Lutheran theologian Duane Larson writes that with bad faith, an incorrect interpretation of history, and just plain wrong theo-logic, MAGA-sympathetic theologians are arguing to undo the U.S. Constitution.
Doug Pagitt, a Minnesota pastor who runs the anti-Christian Nationalism organization Vote Common Good, hoped to engage the anti-immigrant contingent and convince them it is migrants who are most in danger.
If approved by Parliament, the law will allow the government to “disapply” sections of U.K. human rights law when it comes to Rwanda-related asylum claims and make it harder to challenge the deportations in court.
This issue of A Public Witness heads to the border to consider an ongoing legal controversy and an obscure theological theory some hope will migrate into our political system.

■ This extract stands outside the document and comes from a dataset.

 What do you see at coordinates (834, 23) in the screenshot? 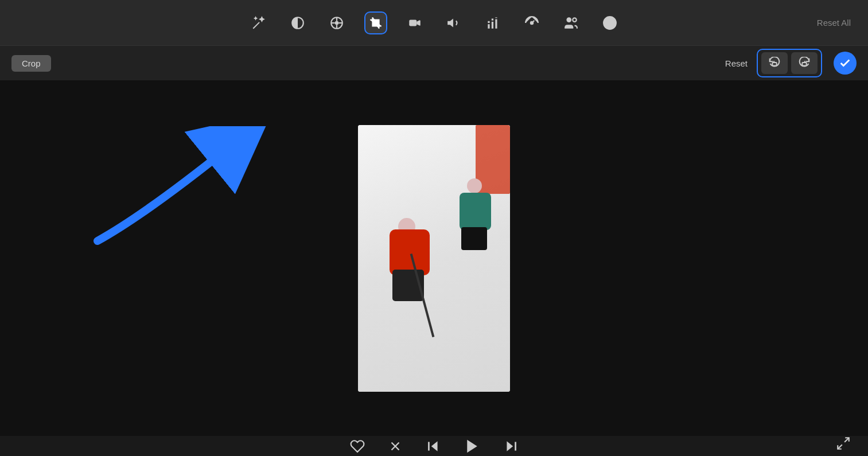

This issue of A Public Witness looks back at the attacks on Syrian refugees in 2015 and the abysmal U.S. record on assisting refugees since then to help us consider what to make of efforts to ban refugees from Gaza today.
For three decades, migrants have been drawn to Noel, Missouri, to work at the chicken processing site. Its abrupt closure may mean the days of tight-knit immigrant and refugee church communities there are over.
While Texas Gov. Greg Abbott lampooned sanctuary cities by sending buses full of desperate people seeking safety for themselves and their families, he did not anticipate that they would be received with open hearts, houses, and churches.